The protesters, many chanting, "They (banks) got bailed out, we got sold out," had plenty to say about what they believe is wrong with America.

"I think that money plays too big a role in our political process in this moment in history, and I believe it's damaging the country," said Eugene Hayman, 57, a chemical plant worker from Deer Park. "I'm afraid what the future holds if the people with all the money continue to run this country in way that profits them at the expense of everyone else."

Festive atmosphere

Another protester said she wanted to take part in the New York protest, but her husband didn't approve so she headed to downtown Houston when she learned of the march.

"I'm one of the 99 percent that's getting screwed in this economy," said Sue Ann Schwantes, 59, of Spring. "My savings are in the toilet. We can't make any money on the (stock) market because it is in a mess. I protested in the '60s and I didn't think that I'd have to be out here again doing something like this. I'm too old for this."

The event had a festival-like atmosphere, aided by mild temperatures and partly cloudy skies. The crowd was peaceful, but the chants came loud and furious.

"The people united will never be defeated," the crowd yelled. Others chanted, "Hey, hey, ho, ho, corporate greed has got to go."

The placards they carried were equally provocative.

"Wake up, sheeple," one sign read. "Land of fees, home of the slave," read another. "People, not profit," read yet another.
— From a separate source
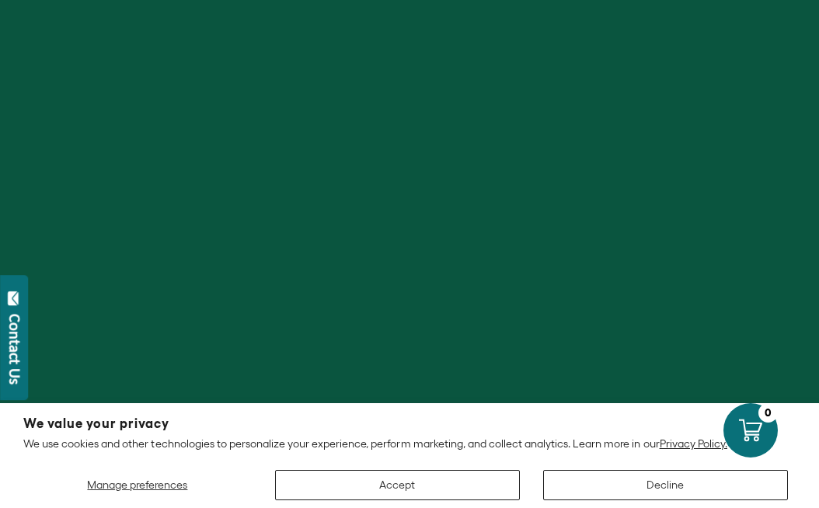  What do you see at coordinates (397, 485) in the screenshot?
I see `button: Accept` at bounding box center [397, 485].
One by one, protesters took to the City Hall steps to address the crowd. None stated their full names.

"I was a teacher until two weeks ago," said a protester identified as Michael H.

"I was laid off. I am denied employment. I have no insurance because of corporate corruption of our wonderful democratic system. Occupy Houston!"

National attention

The movement held simultaneous protests Thursday in Austin, Dallas, San Antonio, Portland, Ore., Las Vegas and Washington, D.C.

They drew the attention of President Barack Obama, who commented on the protests during a nationally televised news conference Thursday.

"I think people are frustrated and the protesters are giving voice to a more broad-based frustration about how our financial system works," Obama said. "The American people understand that not everybody has been following the rules, that Wall Street is an example of that ... and that's going to express itself politically in 2012 and beyond."